2020 election

Alabama Army National Guard Troops Help Provide Security for Biden Inauguration

2nd Lt. John Rogers of Oneonta is among Alabama Army National Guard members on duty in Washington, D.C.

Several hundred Alabama Army National Guard troops are helping provide security for President-elect Joe Biden’s inauguration on Wednesday, and one of them is a second lieutenant from Oneonta whose parents also had military careers.

Lt. John Rogers, 24, a transportation officer with a unit in the Birmingham-based 20th Special Forces Group, headed to Washington by bus on Sunday with some of his fellow Guard soldiers. Following the Jan. 6 attack on the Capitol by supporters of outgoing President Donald Trump, tension is running high in D.C.

Thousands of soldiers, including Alabama Guard troops from military police units, will be on hand to stop any re-occurrence of last week’s violence, in which five people died.

Rogers’ mother Tonya, a retired Alabama Army Guard colonel, said she told her son “to be aware of his surroundings at all times, because you don’t know who’s friend and who’s foe.”

“I told him it was his time to be a shining star, to lead by example, and if you communicate and troops trust you, they will follow you to hell and back,” Tonya Rogers  said.

“As a mother, I’m gonna worry till they get back, because Washington D.C. is just volatile,” Tonya Rogers said. “But at the same time, I’m so proud of him because he is having the experience of a lifetime … to see what is going on in Washington, D.C.”

A graduate of Oneonta High School and an Eagle Scout, John Rogers majored in economics and minored in history at the University of Alabama. He was not an ROTC student there, but joined the Guard and attended Officer Candidate School at the Alabama Military Academy in Fort McClellan.

“He has either been at an Army course or on orders … since he graduated,” his mother said.

When states were asked to furnish Guard troops for inauguration day security, Rogers was at Camp Bastrop, Texas, attending a course to help officers manage the movement and installation of equipment in combat and non-combat zones. He flew home, met with his commander and other soldiers on Saturday, and stopped by his home in Oneonta to pick up some gear he would need in Washington.

Like many of his fellow Guard soldiers, he was not ordered to deploy to Washington but asked if he was willing do so, and he said yes, his mother said.

“He’s a level-headed kid,” the former Oneonta City Council member said. “He doesn’t make rash decisions. He processes. Every soldier up there is in some form of harm’s way … but I feel like (they have) the tools they need, the training that they were supposed to get to do their job, and Godspeed.”

While increasing numbers of families around the country do not have a history of military service, the Rogers family has such a history.
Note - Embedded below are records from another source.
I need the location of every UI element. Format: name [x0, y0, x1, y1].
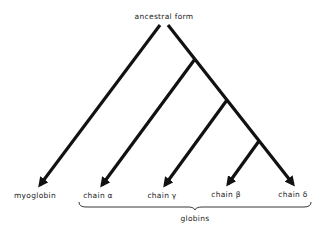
leaf-label-gamma: chain γ: [147, 191, 176, 200]
branch-myoglobin: [40, 25, 160, 185]
group-label-globins: globins: [180, 214, 209, 223]
globins-brace: [79, 202, 311, 210]
branch-alpha: [102, 59, 195, 185]
leaf-label-delta: chain δ: [278, 190, 307, 199]
leaf-label-alpha: chain α: [83, 191, 113, 200]
leaf-label-beta: chain β: [211, 190, 241, 199]
branch-gamma: [165, 100, 227, 185]
leaf-label-myoglobin: myoglobin: [14, 191, 56, 200]
root-label: ancestral form: [135, 12, 194, 21]
branch-delta: [168, 25, 293, 184]
globin-evolution-tree: ancestral form myoglobin chain α chain γ…: [0, 0, 330, 229]
branch-beta: [228, 141, 259, 184]
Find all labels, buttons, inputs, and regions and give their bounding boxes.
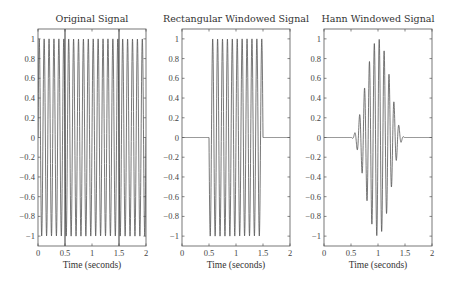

Both of John Rogers’ grandfathers served in World War II, and his father Tim served with the Army’s 101st Airborne Division, was stationed a few years in Germany and spent several years in the Guard as a staff sergeant.

Tonya Rogers, 61, was in the Guard for nearly 30 years before retiring in 2019. In the decade after 9/11, she spent a year in Afghanistan with the Guard’s 135th Expeditionary Sustainment Command, a unit that oversaw the movement of troops and equipment to U.S. bases around the country. Rogers was based in Kandahar but traveled extensively around the Afghanistan, and she said the Taliban made their presence felt just about every day – with mortar rounds.
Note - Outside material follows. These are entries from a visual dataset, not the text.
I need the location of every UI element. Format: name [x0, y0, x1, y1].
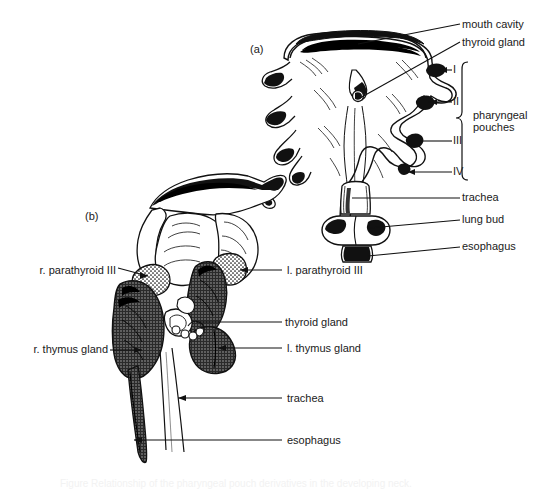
figure-caption: Figure Relationship of the pharyngeal po… — [60, 478, 480, 489]
label-pharyngeal-pouches: pharyngeal pouches — [473, 109, 527, 133]
label-pouch-2: II — [453, 95, 459, 107]
label-lung-bud: lung bud — [462, 213, 504, 225]
panel-a-drawing — [261, 24, 468, 262]
label-esophagus-a: esophagus — [462, 240, 516, 252]
label-thyroid-gland-b: thyroid gland — [285, 316, 348, 328]
label-esophagus-b: esophagus — [287, 434, 341, 446]
label-l-parathyroid-iii: l. parathyroid III — [287, 264, 363, 276]
panel-b-tag: (b) — [85, 210, 98, 222]
label-thyroid-gland-a: thyroid gland — [462, 36, 525, 48]
panel-b-drawing — [110, 174, 286, 463]
label-trachea-a: trachea — [462, 191, 499, 203]
label-trachea-b: trachea — [287, 392, 324, 404]
label-l-thymus-gland: l. thymus gland — [287, 342, 361, 354]
label-r-thymus-gland: r. thymus gland — [0, 343, 108, 355]
anatomical-figure: (a) (b) mouth cavity thyroid gland phary… — [0, 0, 548, 490]
label-pouch-4: IV — [453, 165, 463, 177]
panel-a-tag: (a) — [250, 43, 263, 55]
label-pouch-3: III — [453, 134, 462, 146]
label-pouch-1: I — [453, 63, 456, 75]
label-r-parathyroid-iii: r. parathyroid III — [0, 264, 116, 276]
label-mouth-cavity: mouth cavity — [462, 18, 524, 30]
“They would just sit on top of the mountain and lob them at us,” she said.

With all the security now in D.C., Rogers said she does not expect there to be mortar rounds there on Wednesday. But she worries about attacks coming after time has passed, when people think they can relax.

“Nobody is enjoying what’s happening to our country,” she said. “We need continuity, and we need this country to look we are the Number One country in the world and not as a dysfunctional continent, and that’s what we’re looking like now.”